Our K-12 public schools also show up on national measures of mediocrity. Washington ranks 28th in per-student education dollars, and teachers here are paid some of the least competitive salaries in the U.S., according to a report released last week by Rutgers University.
What a refreshing change of pace, then, to see Tacoma Public Schools defy those challenges and make progress toward moving more students into gowns and mortarboards – not just high school graduation, but also college.
The Foundation for Tacoma Students released its 2016 Community Impact Report this week, and shared it with 200 community partners at its annual mobilization event Tuesday. One big highlight: The rate of students graduating high school on time has climbed steadily across all poverty, race and ethnic groups and reached 82 percent overall. Nearly identical gains were reported for the five-year-extended graduation rate – a key gauge for ensuring kids who fall behind aren’t left behind.
The Graduate Tacoma project was formed in 2010. Its goal: To increase Tacoma’s public high school graduation rate by 50 percent in time for the Class of 2020 to walk across the stage. A USA Today article that branded Tacoma schools among the nation’s “dropout factories” prompted a community crusade to flip the script and turn campuses into graduation factories.

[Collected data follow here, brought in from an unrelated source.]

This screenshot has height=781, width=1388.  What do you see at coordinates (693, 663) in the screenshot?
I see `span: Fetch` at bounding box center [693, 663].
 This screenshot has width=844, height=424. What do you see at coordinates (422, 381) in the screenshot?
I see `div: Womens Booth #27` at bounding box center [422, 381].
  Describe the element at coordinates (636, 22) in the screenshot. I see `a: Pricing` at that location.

It didn’t stop there. Graduate Tacoma also pledged to increase by 50 percent the rate of local students who earn a college degree or technical certificate. Six years of data make clear this postsecondary goal will require the most strenuous lifting between now and 2020.
The foundation tracks student academic data across several benchmarks starting in elementary school. An upward trajectory since 2010 can be seen in many categories, including:
▪ Sixth-grade achievement. Fully 86 percent of these children are passing their classes, with students in poverty making the most strides. (Alas, black and Pacific Islander sixth-graders have slid backwards.)

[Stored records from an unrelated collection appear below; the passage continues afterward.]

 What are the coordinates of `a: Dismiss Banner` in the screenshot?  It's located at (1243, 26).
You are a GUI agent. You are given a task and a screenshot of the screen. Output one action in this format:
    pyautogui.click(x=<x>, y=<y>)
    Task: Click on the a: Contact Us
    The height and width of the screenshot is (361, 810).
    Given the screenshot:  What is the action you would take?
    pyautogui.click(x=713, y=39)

▪ College entry exams. The percentage of students taking the SAT has skyrocketed by 97 percent. (Math scores have declined, however.)
▪ High-school graduation achievement gap. Tacoma’s graduation rate tops the state average for a second straight year, thanks to consistent improvement across all groups of students. The gap has closed between white students and students of color, as well as between non-poor and poor students. (Eliminating that gap should not be too much to hope for.)
To its credit, the foundation doesn’t gloss over bad news. Ninth-grade achievement has been up and down, underscoring the often-bumpy transition kids face entering the pivotal high school years. The 17-percent increase in the gap between poor and non-poor freshmen who pass their classes is cause for concern.
The transition into kindergarten also shows rough spots – particularly for Hispanic children, for whom the readiness gap has increased by 20 percent compared to their non-Hispanic peers. Not only are they disadvantaged at the start of the K-12 experience, they’re also less likely to advance past the end of it. The percentage of Hispanic and black students enrolling in college has stayed flat since 2010.
“This is a place where we have a long way to go,” says Eric Wilson, the foundation’s president and CEO.
It will require more programs like Tacoma’s Palmer Scholars and Washington’s College Bound Scholarship to turn the numbers around.
And that will go a long way toward helping every student achieve success from cradle to college and career.